Published March 24, 2016 This content is archived.
For almost 30 years, Gerri Lamb has spent her career improving the ways different parts of the health care system work together.
Lamb, a renowned patient care coordination expert at Arizona State University, will explore how nurses can improve the transition of patients and information when she delivers the keynote speech for the School of Nursing’s sixth annual Margaret A. Nelson Lecture.
The lecture, “Care Coordination in Nursing Practice,” will take place from 3-4 p.m. April 8 in 105 Harriman Hall, South Campus.
Lamb’s discussion will follow the nursing school’s 2016 Research Day, a showcase of nursing and health care research by faculty, students and community partners. This year’s theme is “Care Coordination and Transitional Care to Reduce Readmissions.”
Research Day begins at 9 a.m. and is free and open to the public. A dessert reception will conclude the day at 4 p.m.
“Nursing research is at the core of advancing health care,” says Marsha Lewis, professor and dean of the School of Nursing.
“An annual event at our school, Research Day is an opportunity for faculty, students and our community health care partners to share the impact of their research and forge collaborative partnerships. We are honored to host our keynote speaker, Dr. Gerri Lamb, a nurse scientist whose work focuses on improving care coordination for vulnerable patients in the community.”
Lamb has practiced patient care coordination for more than two decades. But her passion for the field developed when she was thrust into a caregiver role for her mother, encountering the headaches of setting up home care while living states apart.
“Trying to make the system work for my mom made the importance of care coordination real to me in a new way,” says Lamb.
Now an associate professor and director of the Center for Advancing Interprofessional Practice, Education and Research at the Arizona State University College of Nursing and Health Innovation, Lamb centers her research on nursing care delivery and patient outcomes.
“Care coordination is pivotal to achieving our national quality and cost goals for health care,” she says.
“When you think about the major outcomes we are all focusing on, like improving the patient and family experience or reducing unnecessary returns to the hospital, it’s all about connecting the dots across providers and services — and that’s care coordination.”
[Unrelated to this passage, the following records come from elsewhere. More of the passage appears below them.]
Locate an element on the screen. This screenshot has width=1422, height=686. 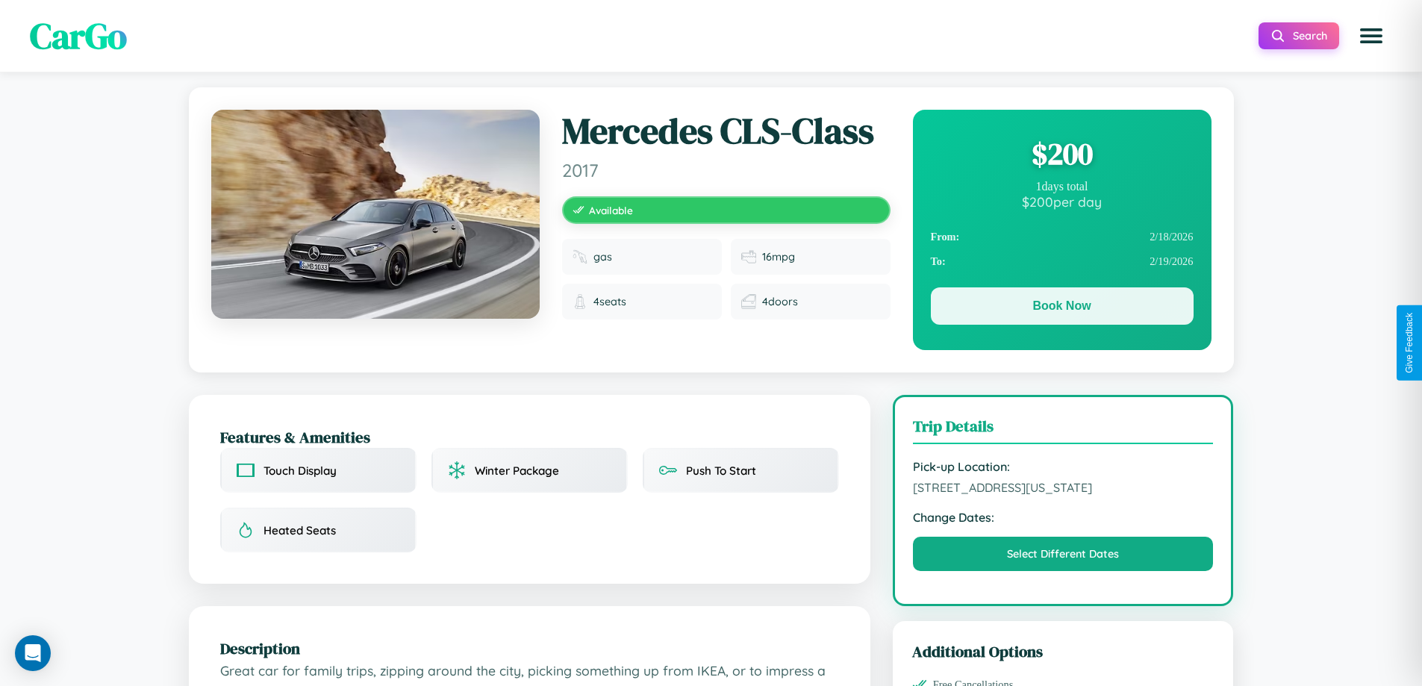
button: Book Now is located at coordinates (1062, 306).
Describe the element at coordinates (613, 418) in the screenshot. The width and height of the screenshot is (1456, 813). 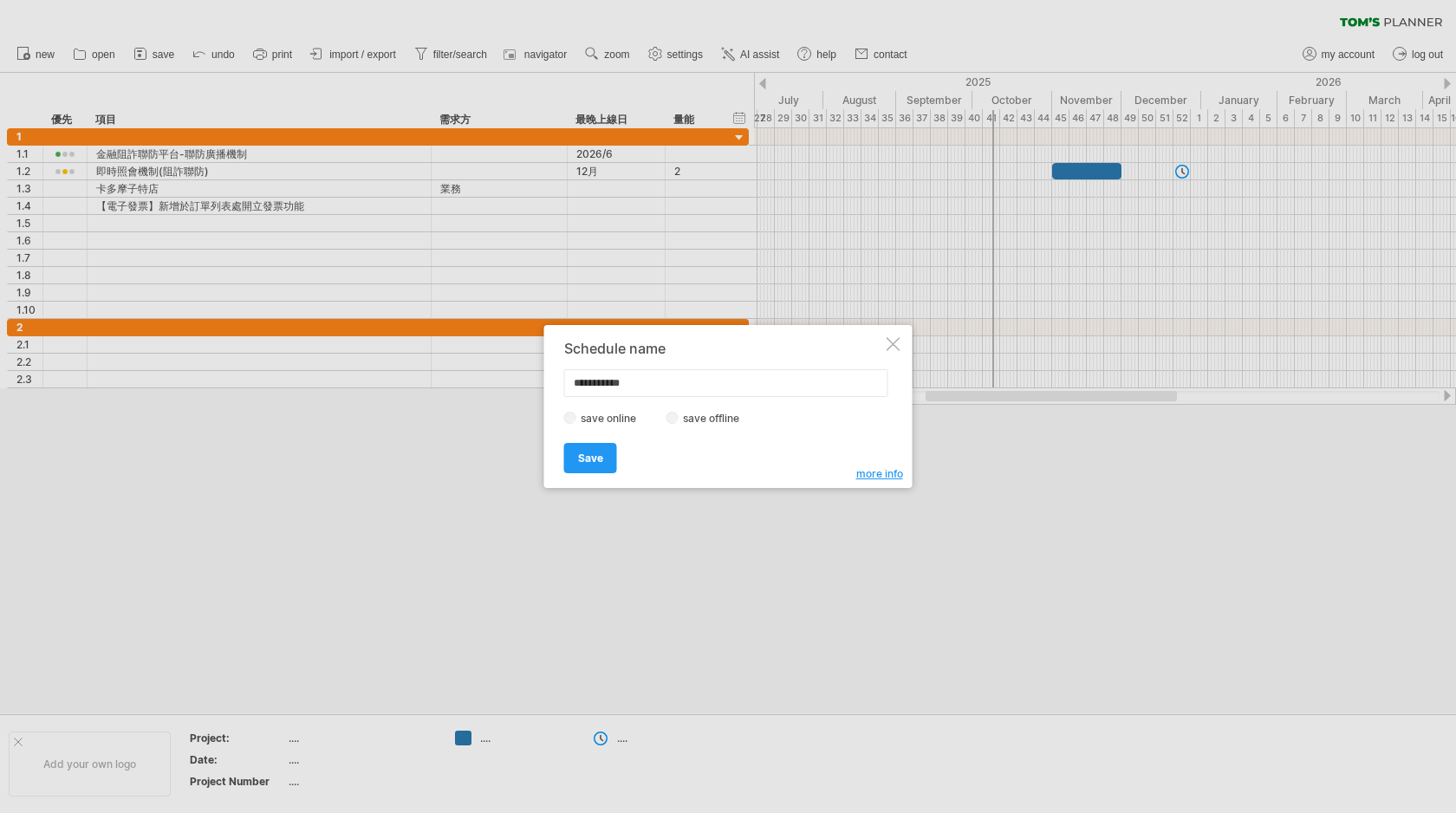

She is known for developing the first tool to measure staff nurse care coordination in hospitals through the Interdisciplinary Nursing Quality Research Initiative, a project funded by the Robert Wood Johnson Foundation.
Lamb was the co-investigator of INTERACT (Interventions to Reduce Acute Care Transfers), a program that aims to lower hospital admissions from nursing facilities. She is also editor of “Care Coordination the Game Changer: How Nursing is Revolutionizing Quality Care,” published by the American Nurses Association.
She holds a doctorate in nursing from the University of Arizona and a master’s degree from the University of Rochester.
Margaret A. Nelson, a UB School of Nursing alumna, created the endowed fund to honor her late children, Linda Nelson Buettner and Bruce Nelson, who both died of complications related to diabetes.
The endowment fund was established to invite a visiting scholar to the School of Nursing to commemorate Nelson’s lifelong commitment to the nursing field and educate faculty, students, staff and the community about prevention, early detection and management of diabetes and other chronic illnesses.